The entire cast then turns to look straight down the barrel of the camera for several seconds, in a rare breaking of television’s fourth wall.
“It wasn’t in the script,” Cameron Bure reveals. “We did it for the writers and the producers in a (scene) run-through as a joke. It was a funny joke, but it was so funny that we said, ‘let’s do it for the cameras’.”
So successful is the tactic that the stars now jokingly disagree about whose idea it was.
“We thought it came from the director but John Stamos insists it was his idea,” Cameron Bure laughs.
While this series includes plenty of nostalgic nods to the original, the plot is entirely new — it focuses on DJ, a recently widowed mother of three boys, as she moves back to her family home in San Francisco to start fresh.
Her sister Stephanie (Jodie Sweetin) and lifelong best friend Kimmy (Andrea Barber) also move in to lend a hand. The wider original cast will visit from time to time.

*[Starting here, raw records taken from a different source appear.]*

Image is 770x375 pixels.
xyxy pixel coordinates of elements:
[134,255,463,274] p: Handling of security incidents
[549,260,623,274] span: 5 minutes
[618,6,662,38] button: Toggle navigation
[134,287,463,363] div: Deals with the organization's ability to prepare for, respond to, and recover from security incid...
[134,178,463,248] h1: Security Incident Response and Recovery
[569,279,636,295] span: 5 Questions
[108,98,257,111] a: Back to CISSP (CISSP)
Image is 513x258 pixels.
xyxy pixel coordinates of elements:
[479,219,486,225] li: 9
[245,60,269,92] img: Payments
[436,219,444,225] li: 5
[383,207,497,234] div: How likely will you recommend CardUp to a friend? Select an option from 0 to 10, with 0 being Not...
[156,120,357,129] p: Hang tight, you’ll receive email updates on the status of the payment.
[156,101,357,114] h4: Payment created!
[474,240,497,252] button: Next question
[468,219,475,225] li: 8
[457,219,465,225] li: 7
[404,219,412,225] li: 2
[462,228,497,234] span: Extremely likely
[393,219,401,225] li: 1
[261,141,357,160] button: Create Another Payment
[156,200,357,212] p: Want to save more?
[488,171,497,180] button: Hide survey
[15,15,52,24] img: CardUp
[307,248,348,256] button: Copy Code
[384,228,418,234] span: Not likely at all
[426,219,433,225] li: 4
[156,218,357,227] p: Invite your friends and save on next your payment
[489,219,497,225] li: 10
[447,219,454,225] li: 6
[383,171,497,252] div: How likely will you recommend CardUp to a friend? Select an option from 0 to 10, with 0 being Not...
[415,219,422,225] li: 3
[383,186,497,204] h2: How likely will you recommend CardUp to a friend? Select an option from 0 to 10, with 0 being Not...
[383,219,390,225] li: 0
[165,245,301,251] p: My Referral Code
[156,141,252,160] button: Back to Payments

“It’s a big family and we want them there,” creator Jeff Franklin says. “But this is a show centred around these three women, and so as you’ll see as the episodes go along, the visits become more sporadic. It’s really about (the trio’s) lives and their children, and what the next generation has become.”
Netflix ordered 13 episodes of Fuller House but has left the door open to another season, depending on the reception to the remake.
And should that happen, executive producer Bob Boyett will have another go at convincing the Olsen twins to sign on.
“We only need one of them,” Boyett says. “We’re hopeful at some point in the future they may change their minds and come back and reprise Michelle. We’re still hopeful that will happen.”